Soft Drinks: Some Evoke Nostalgia — ‘Pop Drops’ Don’t
A
beverage, once common and now seldom encountered, is the Shirley Temple,
named after the popular child star of the 1930s. The non-alcoholic
bar drink was previously known as a “pussyfoot.” Somehow,
despite the attainment in later years by the former star of diplomatic
status and the alteration of her surname by virtue of marriage, the
beverage did not come to be renamed the “Ambassador Black.”
A couple years ago, my wife and I were attending a California Artists Radio Theater
production at the Cinegrill in the Hollywood Roosevelt Hotel and, at the intermission,
the bar was opened. A woman asked for a Shirley Temple, and it was (probably
to her surprise) made for her.
My wife and I ordered the same. Neither of us had sipped one for many a year.
Actually, when I was a tad in the early 1950s, it was only girls who were served
Shirley Temples. Boys got the same drink — grenadine syrup and ginger ale,
topped with a maraschino cherry — but it was denominated a “Roy Rogers.” (OK,
it wasn’t always the same. Some bartenders varied the masculine version
by using cola instead of ginger ale.)
It was miraculous enough that the bartender at the Cinegrill knew how to make
a Shirley Temple. I did not press my luck by asking for a Roy Rogers.
The woman whose order we dittoed that day explained to us that when she was a
child, her parents would take her to the Cinegrill, and she was always treated
to a Shirley Temple. A half a century later, she relived that experience.
(Among those present that day was a pert woman in her 90s who, when introduced,
garnered loud applause. She was Penny Singleton, star of the “Blondie” movies,
who died last month.)
The Coca-Cola Company in recent years began marketing cherry Coke — and
there recently emerged vanilla Coke. In the old days of soda fountains, in drug
stores and in drive-ins, there were not only the ever-popular cherry Cokes, but
those flavored with lemon, lime, strawberry … well, any flavor they had
in syrup form.
My favorite beverage in those days was cream soda. If it wasn’t flavorful
enough, you could ask the soda jerk to add another squirt of the syrup.
And Hires Root Beer was dispensed from kegs, just like real beer.
Do you remember “Pop Drops” in the 1950s? They were round tablets,
like Alka-Seltzer. You’d drop one in water and it would fizz — like
Alka-Seltzer. Come to think of it, the carbonated soft drink that was produced
tasted quite a bit like Alka-Seltzer.
The product came in various flavors, including cola. Pop Drops were, to employ
juvenile verbiage of the era, “yukko.”
I found a photo of a package of Pop Drops on the Internet. The ingredients included
sodium cyclamate — which has since been banned as a carcinogen — and
saccharine, which was similarly blacklisted for several years.
I remember entertainer George Jessel recounting on a talk show how he had invested
in a similar product which was served at a reception for those who had plunked
their money in the enterprise. He said there was a room filled with nauseated
entrepreneurs.
In recent years, some brands of soft drinks from years past have re-emerged — at
considerably higher prices than the dime-a-bottle they sold for back when.
Among the resurrected products is “Green River.” I remember it from
Chicago in the late 1940s.
Another soft drink that has reemerged is Vernor’s Ginger Ale, which I understand
faded from view largely because, being quite mellow, it was not useful as a mixer
when combined with bourbon or other whiskeys. Bottling ceased in 1985.
When Vernor’s initially came back in the 1990s, it was far from the original
product.
James Vernor was the originator. In 1862, he placed his brew in an oak cask before
going off to join the Union Army for what he assumed would be a short encounter
with the rebels. Four years later he returned, and experienced a delectable aged
beverage.
For years, the product was aged in wood casks for four years.
At first, the new Vernor’s was not aged, at all — being simply carbonated
water, ginger and sweetener, and whatever other stuff is added to soda pop these
days.
Now, it is once again aged in wood casks — but for an unspecified time.
It does not rival the mellowness it once had.
Other brands of soft drinks, such as White Rock ginger ale, are apt never to
surface again.
The "55-Plus" column is written especially for those over the age of 55, by a veteran California journalist who is himself eligible for the club. Roger M. Grace has written and edited newspapers for more than four decades, and has been a lawyer for more than three.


** TASK OBJECTIVE **
So that the copy stays text only, transcribe the data below exactly and exclude the images.

** DATASET RECORDS **
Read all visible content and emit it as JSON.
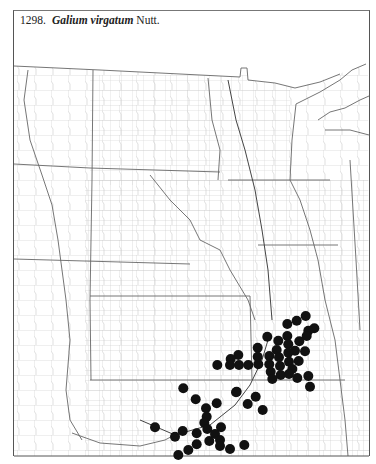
{
  "title": {
    "number": "1298.",
    "species": "Galium virgatum",
    "author": "Nutt."
  },
  "map": {
    "region": "Great Plains",
    "line_color": "#6a6a6a",
    "county_color": "#bdbdbd",
    "dot_color": "#111111",
    "dot_radius": 5
  },
  "dots": [
    [
      305.7,
      316
    ],
    [
      296.7,
      320.7
    ],
    [
      287.3,
      324
    ],
    [
      314.3,
      328.3
    ],
    [
      308.3,
      330.7
    ],
    [
      306.7,
      336
    ],
    [
      267.3,
      336.7
    ],
    [
      287.3,
      336
    ],
    [
      278.3,
      340.7
    ],
    [
      299.3,
      341.3
    ],
    [
      288.3,
      344.3
    ],
    [
      257.7,
      347.7
    ],
    [
      276.7,
      350
    ],
    [
      295,
      350.7
    ],
    [
      305,
      351.3
    ],
    [
      288.3,
      352.7
    ],
    [
      257.7,
      356.7
    ],
    [
      269.3,
      356
    ],
    [
      279,
      357.3
    ],
    [
      238.3,
      355
    ],
    [
      230.7,
      359
    ],
    [
      289,
      361.7
    ],
    [
      298.7,
      361
    ],
    [
      217.3,
      365
    ],
    [
      230,
      365
    ],
    [
      239,
      365
    ],
    [
      248.3,
      365
    ],
    [
      258.3,
      364.3
    ],
    [
      269.3,
      364.3
    ],
    [
      280,
      366
    ],
    [
      292.3,
      369
    ],
    [
      270.7,
      371.7
    ],
    [
      280.7,
      375
    ],
    [
      289,
      374
    ],
    [
      308.3,
      376
    ],
    [
      272.3,
      379
    ],
    [
      297.3,
      378
    ],
    [
      310,
      386.7
    ],
    [
      236.7,
      391.7
    ],
    [
      255.7,
      396.7
    ],
    [
      183.3,
      388.3
    ],
    [
      236,
      392.3
    ],
    [
      195.7,
      399.3
    ],
    [
      216.7,
      403.3
    ],
    [
      247.7,
      404
    ],
    [
      206,
      408.3
    ],
    [
      262.7,
      410
    ],
    [
      206.7,
      416.7
    ],
    [
      204.3,
      422.7
    ],
    [
      155,
      427.3
    ],
    [
      221,
      427.3
    ],
    [
      207.3,
      429
    ],
    [
      182.7,
      431
    ],
    [
      196.7,
      433.3
    ],
    [
      215,
      434
    ],
    [
      175,
      436.7
    ],
    [
      220,
      440
    ],
    [
      209.3,
      441
    ],
    [
      196.7,
      444.3
    ],
    [
      220,
      446
    ],
    [
      244.3,
      445
    ],
    [
      230,
      449
    ],
    [
      188.3,
      450
    ],
    [
      178.3,
      455
    ]
  ]
}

** ANSWER TO THE PROBLEM **
Read all visible content and emit it as JSON.
{
  "title": {
    "number": "1298.",
    "species": "Galium virgatum",
    "author": "Nutt."
  },
  "map": {
    "region": "Great Plains",
    "line_color": "#6a6a6a",
    "county_color": "#bdbdbd",
    "dot_color": "#111111",
    "dot_radius": 5
  },
  "dots": [
    [
      305.7,
      316
    ],
    [
      296.7,
      320.7
    ],
    [
      287.3,
      324
    ],
    [
      314.3,
      328.3
    ],
    [
      308.3,
      330.7
    ],
    [
      306.7,
      336
    ],
    [
      267.3,
      336.7
    ],
    [
      287.3,
      336
    ],
    [
      278.3,
      340.7
    ],
    [
      299.3,
      341.3
    ],
    [
      288.3,
      344.3
    ],
    [
      257.7,
      347.7
    ],
    [
      276.7,
      350
    ],
    [
      295,
      350.7
    ],
    [
      305,
      351.3
    ],
    [
      288.3,
      352.7
    ],
    [
      257.7,
      356.7
    ],
    [
      269.3,
      356
    ],
    [
      279,
      357.3
    ],
    [
      238.3,
      355
    ],
    [
      230.7,
      359
    ],
    [
      289,
      361.7
    ],
    [
      298.7,
      361
    ],
    [
      217.3,
      365
    ],
    [
      230,
      365
    ],
    [
      239,
      365
    ],
    [
      248.3,
      365
    ],
    [
      258.3,
      364.3
    ],
    [
      269.3,
      364.3
    ],
    [
      280,
      366
    ],
    [
      292.3,
      369
    ],
    [
      270.7,
      371.7
    ],
    [
      280.7,
      375
    ],
    [
      289,
      374
    ],
    [
      308.3,
      376
    ],
    [
      272.3,
      379
    ],
    [
      297.3,
      378
    ],
    [
      310,
      386.7
    ],
    [
      236.7,
      391.7
    ],
    [
      255.7,
      396.7
    ],
    [
      183.3,
      388.3
    ],
    [
      236,
      392.3
    ],
    [
      195.7,
      399.3
    ],
    [
      216.7,
      403.3
    ],
    [
      247.7,
      404
    ],
    [
      206,
      408.3
    ],
    [
      262.7,
      410
    ],
    [
      206.7,
      416.7
    ],
    [
      204.3,
      422.7
    ],
    [
      155,
      427.3
    ],
    [
      221,
      427.3
    ],
    [
      207.3,
      429
    ],
    [
      182.7,
      431
    ],
    [
      196.7,
      433.3
    ],
    [
      215,
      434
    ],
    [
      175,
      436.7
    ],
    [
      220,
      440
    ],
    [
      209.3,
      441
    ],
    [
      196.7,
      444.3
    ],
    [
      220,
      446
    ],
    [
      244.3,
      445
    ],
    [
      230,
      449
    ],
    [
      188.3,
      450
    ],
    [
      178.3,
      455
    ]
  ]
}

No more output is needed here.